Ask for written confirmation of their SEBI RIA registration number. Verify it on SEBI’s official website. Check if they maintain transparent fee structures: maximum ₹1.5 lakh per year or 2.5% of assets under advice. Ensure they use a registered custodian for your assets.

If they hesitate or deflect, you have your answer. Move on.

Why These Questions Matter Before April 1

March 31 is India’s financial year-end. It is the deadline for tax-saving investments, advance tax payments, and year-end portfolio adjustments. Missing these windows costs money, sometimes significant money. Once April 1 arrives, those opportunities are gone.

But more importantly, asking these questions to financial planners reveals whether your relationship is based on accountability or complacency. Great advisors welcome scrutiny. They provide answers proactively. They treat your wealth with the seriousness it deserves.

Mediocre advisors get defensive. They give vague responses. They change the subject. They make you feel like asking questions is somehow inappropriate. It is not. Your wealth. Your questions. Your standards.

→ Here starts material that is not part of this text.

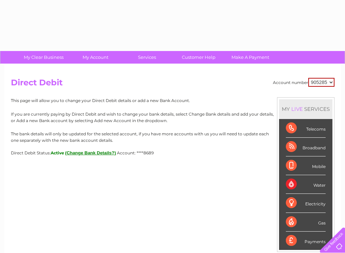  Describe the element at coordinates (147, 57) in the screenshot. I see `a: Services` at that location.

Building Accountability Into Wealth Management

At Bonanza Wealth, we believe year-end reviews should be rigorous, not ritualistic. Our Discretionary Portfolio Management Services are built on transparent fee structures, systematic tax-loss harvesting, disciplined rebalancing, and proactive communication about tax law changes and market positioning.

Every HNI client receives detailed after-tax performance reporting, not just gross return figures. Our five-stage research filter ensures every holding meets strict quality and valuation criteria. And we welcome every question on this list because accountability is not optional in professional wealth management.

If your current financial planner cannot answer these ten questions with clarity and confidence, it might be time to audit more than just your portfolio. It might be time to audit the relationship itself. Because wealth preservation is not just about what you own. It is about who manages what you own, and whether they earn that responsibility every single year.